I am not a build expert. But I feel, a true continuous integration is
beneficial for smaller code base, which is sufficiently stable, and the
team size is also small.
For PsychoPath, I think instead of triggering a build with every commit
(which to me, looks like a build overhead), a build can be triggered every
hour (which will primarily be useful for developers, with the condition
that, build would occur only if any part of code has changed). A nightly
build will also be beneficial, for the users (a build will be triggered,
only if any part of code has changed since the last successful build).

Regards,
Mukul

Mukul Gandhi wrote:
> It's still a nightly build, so it
> is scheduled to run once a day at 21:00. So it's not a true continuous
> integration build.
> [mukul] if a nightly build is happening every day at 21:00, I think that
> means at 21:00 every day, the build would take latest code from HEAD, and
> make the JARs, and copy them on the URL you shared earlier.
> Is this correct?
>
That is correct.

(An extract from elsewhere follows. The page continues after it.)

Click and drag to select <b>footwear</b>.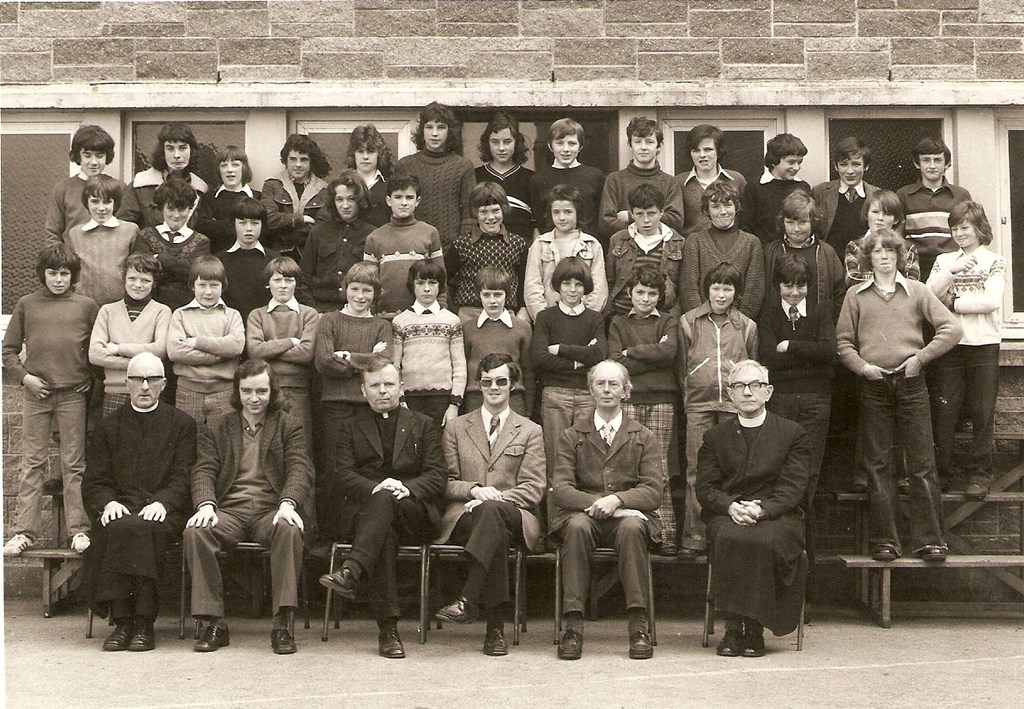
Selection: select_region(680, 546, 696, 558).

I'm actually doing some tweaks so that it will only
build if there have been changes to the main psychopath code. Cuts down
the the build churn this way, since we are sharing the build server with
others.

> What do you mean by "true continuous integration build"? Do you mean,
> whenever any thing is committed to CVS HEAD, a build will happen? If this
> is correct, than is it not too much frequent? A nightly build looks to
me,
> the best fastest frequency, which should be given to users.
> Are you aware of projects in community, which build code on the fly (i.e,
> as some code is committed), and give builds to users?
>
Well, building more often, and sooner, allows you to catch Integration
issues, and Test failures much sooner. Which also allows you to find the
failure point quicker.

See, Martin Fowler's continuous integration article on why this is a
good thing: http://martinfowler.com/articles/continuousIntegration.html

There are some projects that do this now at eclipse, but many do
integration builds every 6 hrs, or so due to the length of the build
runs (4 - 5 hrs).
> I'll be working on a way to get these builds occurring more often when
> changes happen. Still learning about some of the options with Athena.
> [mukul] Is a more frequent build (i.e, whenever something is committed to
> HEAD) helpful, than the nightly build?
> I though nightly builds would be sufficient for the users (please see my
> point above).
>
The nightly builds will be good for the users, the more frequent builds
are good for the Developers as we can be notified of build failures. See
Continuous Integration article above for more info.